No fun my babe no fun

Posted in intoxicated on September 30th, 2008 by admin

I shave my head pretty close – every couple of days. I was walking home the other day, and a car drove by. The window was down and the person in the passenger seat said in a pretty low voice, almost under his breath, as they passed by me (so that I wasn’t even able to see them): Where’s your hair? I thought it was really funny then, and I am still laughing about it tonight. I don’t really know why it was so funny – that is what I will try to figure out here.

I was thinking that maybe it would kinda be like seeing someone walk down the street otherwise fully clothed and accessorized, but without any pants on. No, no, forget that, I don’t know what I was thinking. It would be more like passing some ordinary stranger walking down the road, someone with a home and kid and job or something, and with something like mockish snideness (said almost to yourself or whoever you are with, but so the person could possibly hear you or might interpret it as not meant to be heard clearly) say something like: Where’s your ghettoblaster? Something really incongruous like that. (I was trying to think of something that people without cars carry around to make themselves seem badass.) I guess it could also have just been a really stupid joke – like seeing a blind person and, in that same manner, saying (with a snicker): Where’s your vision? Otherwise, I guess it was funny that they didn’t just yell “hey faggot!” or something. They actually did a little bit of research; they dug up something in the couple of seconds that they had to prepare.

Whatever. You may ask: why the hell would someone think about some stupid nonsense as someone saying “where’s your hair?”, let alone write about it and think someone might think it was funny or interesting? When reflecting gets to that point, it isn’t fun any longer.

sissy-ass train conductors

Posted in wasted on coffee on September 20th, 2008 by admin

Remember the good ol’ days, back before when train conductors starting sending text messages? What a bunch of little girls those train conductors have become. Am I right? I’m preaching to the chorus, I know. Next thing ya know  they’ll be dressing their online pony friends, and hanging out in chat rooms for ponies. But this post isn’t really about what a bunch of sissies these train conductors have become. No, this is fuckphilosophy.com, and here we are concerned with the principles behind the matter. While I’m happy that there will be no more train wrecks because of text messaging, I think there were some other options that may not have been considered apart from just banning train conductors from text messaging.  Here are some: they could’ve just put a cell phone scrambling device in the conductor’s lair. Whatever, that one was stupid, but there are tons of possibilities. The most compassionate and all-around win-win of all the possibilities was that they could require that train conductors get certified to send text messages with their eyes closed. Or some other incentives like for every text message they don’t send on their shift, maybe they get an extra five dollars or something. That might not work, because you could just make up some number of text messages that you really wanted to send, but refrained from. You could also reward train conductors who catch other train conductors who are about to send text messages. That might work. Or they could just hire someone to stand there and watch to make sure no one sends text messages. Anyways, you see that there are lots of great options out there besides just banning train conductors from texting.

Big Bang Machine

Posted in On Movies and Media 'N Shit on September 7th, 2008 by admin

The new CERN nuclear accelerator is almost ready to turn on. In one year it will produce enough data to fill a 20 km high tall stack of CR-Rs. One CD-R is about 1.2mm thick. That is about 16,666,666.66 CD-Rs (or about 2,519,379.845 DVD-Rs). We’re gonna fuckin’ figure out this universe in no time! Just think about all that data!

I learned here that in 2006 there was enough digital data on the planet to fill 12 separate stacks of novels, each 93 million miles tall (to the Sun), and by 2010 12 stacks from the Sun to Pluto and back.

I can’t find any website where I can convert novels (in bytes) into CD-Rs, so I don’t exactly know how to compare these figures.

In this post from 2004, this man says that the Internet has less than half of 460 terabytes.

Unless my calculations are all fucked up, that 16,666,666.67 CD-Rs is about 10,579 terabytes.

That makes the data from one year of CERN use to come out to about 46 internets (2004-internets).

In this post from 2005, the Internet is 5 million terabytes. In this article from sometime in 2008, it says the CEO of Google said that the Internet is 500 million terabytes big.

That comes out to 47,263 years of CERN data.

The bottom line: The Universe better get a whole lot more interesting REALLY fucking fast if it is going to compete with the Internet.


> [Exercise directions]: The answer must be every line of the records below that holds the word "group".

> [Exercise material]:
━━━━

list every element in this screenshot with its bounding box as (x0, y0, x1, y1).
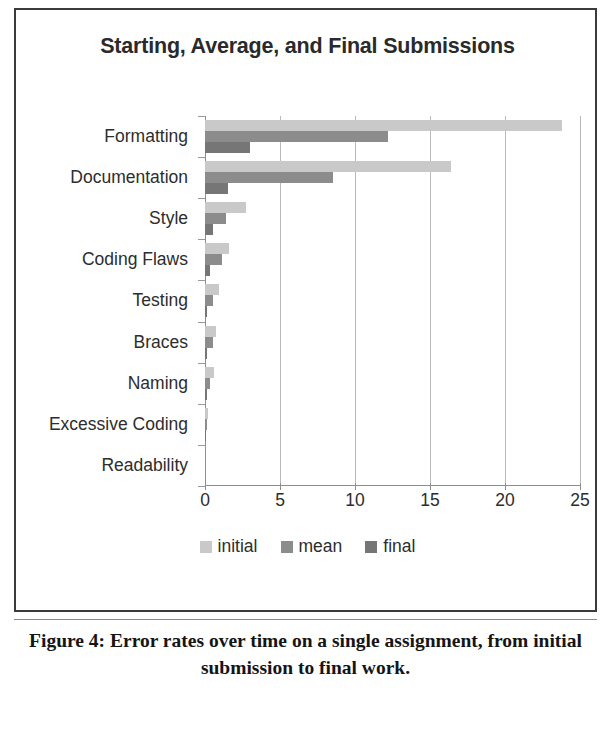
y-axis-tick (198, 404, 205, 405)
x-axis-tick (280, 483, 281, 490)
bar-group (205, 116, 580, 157)
y-axis-label: Coding Flaws (16, 239, 197, 280)
chart-legend: initialmeanfinal (16, 536, 599, 557)
bar-final (205, 306, 207, 317)
y-axis-tick (198, 239, 205, 240)
legend-swatch-icon (281, 541, 293, 553)
y-axis-tick (198, 198, 205, 199)
y-axis-tick (198, 280, 205, 281)
bar-final (205, 142, 250, 153)
bar-final (205, 389, 207, 400)
bar-final (205, 183, 228, 194)
legend-label: mean (299, 536, 343, 557)
bar-mean (205, 213, 226, 224)
bar-mean (205, 419, 207, 430)
bar-group (205, 157, 580, 198)
legend-item-final[interactable]: final (365, 536, 415, 557)
x-axis-tick-labels: 0510152025 (205, 490, 580, 522)
bar-mean (205, 254, 222, 265)
bar-group (205, 280, 580, 321)
y-axis-label: Formatting (16, 116, 197, 157)
x-axis-tick-label: 15 (420, 490, 439, 511)
y-axis-tick (198, 116, 205, 117)
y-axis-label: Excessive Coding (16, 404, 197, 445)
legend-item-initial[interactable]: initial (200, 536, 258, 557)
bar-group (205, 239, 580, 280)
bar-initial (205, 326, 216, 337)
bar-group (205, 322, 580, 363)
y-axis-label: Braces (16, 322, 197, 363)
bar-mean (205, 172, 333, 183)
bar-mean (205, 337, 213, 348)
y-axis-tick (198, 157, 205, 158)
x-axis-tick-label: 25 (570, 490, 589, 511)
bar-initial (205, 202, 246, 213)
bar-final (205, 348, 207, 359)
x-axis-tick (505, 483, 506, 490)
x-axis-tick-label: 0 (200, 490, 210, 511)
y-axis-tick (198, 322, 205, 323)
bar-initial (205, 408, 208, 419)
caption-divider (14, 619, 597, 620)
figure-caption: Figure 4: Error rates over time on a sin… (20, 628, 591, 682)
legend-swatch-icon (365, 541, 377, 553)
bar-group (205, 445, 580, 486)
bar-initial (205, 243, 229, 254)
y-axis-tick (198, 486, 205, 487)
bar-group (205, 363, 580, 404)
y-axis-tick (198, 363, 205, 364)
bars-layer (205, 116, 580, 486)
bar-group (205, 404, 580, 445)
y-axis-category-labels: FormattingDocumentationStyleCoding Flaws… (16, 116, 197, 486)
y-axis-label: Documentation (16, 157, 197, 198)
x-axis-line (205, 485, 580, 486)
x-axis-tick-label: 20 (495, 490, 514, 511)
legend-label: final (383, 536, 415, 557)
x-axis-tick (205, 483, 206, 490)
bar-initial (205, 161, 451, 172)
y-axis-tick (198, 445, 205, 446)
bar-final (205, 224, 213, 235)
legend-label: initial (218, 536, 258, 557)
x-axis-tick (580, 483, 581, 490)
bar-final (205, 430, 206, 441)
bar-mean (205, 378, 210, 389)
y-axis-label: Readability (16, 445, 197, 486)
x-axis-tick-label: 10 (345, 490, 364, 511)
bar-initial (205, 284, 219, 295)
bar-group (205, 198, 580, 239)
bar-initial (205, 367, 214, 378)
y-axis-label: Naming (16, 363, 197, 404)
gridline (580, 116, 581, 486)
figure-frame: Starting, Average, and Final Submissions… (14, 8, 597, 612)
legend-swatch-icon (200, 541, 212, 553)
legend-item-mean[interactable]: mean (281, 536, 343, 557)
chart-title: Starting, Average, and Final Submissions (16, 32, 599, 60)
y-axis-label: Style (16, 198, 197, 239)
x-axis-tick (355, 483, 356, 490)
x-axis-tick-label: 5 (275, 490, 285, 511)
bar-mean (205, 295, 213, 306)
bar-mean (205, 131, 388, 142)
bar-final (205, 265, 210, 276)
x-axis-tick (430, 483, 431, 490)
plot-area (205, 116, 580, 486)
bar-chart: FormattingDocumentationStyleCoding Flaws… (16, 116, 599, 556)
bar-initial (205, 120, 562, 131)
y-axis-label: Testing (16, 280, 197, 321)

━━━━

> [Solution for this exercise]:
bar-group (205, 116, 580, 157)
bar-group (205, 157, 580, 198)
bar-group (205, 280, 580, 321)
bar-group (205, 239, 580, 280)
bar-group (205, 322, 580, 363)
bar-group (205, 445, 580, 486)
bar-group (205, 363, 580, 404)
bar-group (205, 404, 580, 445)
bar-group (205, 198, 580, 239)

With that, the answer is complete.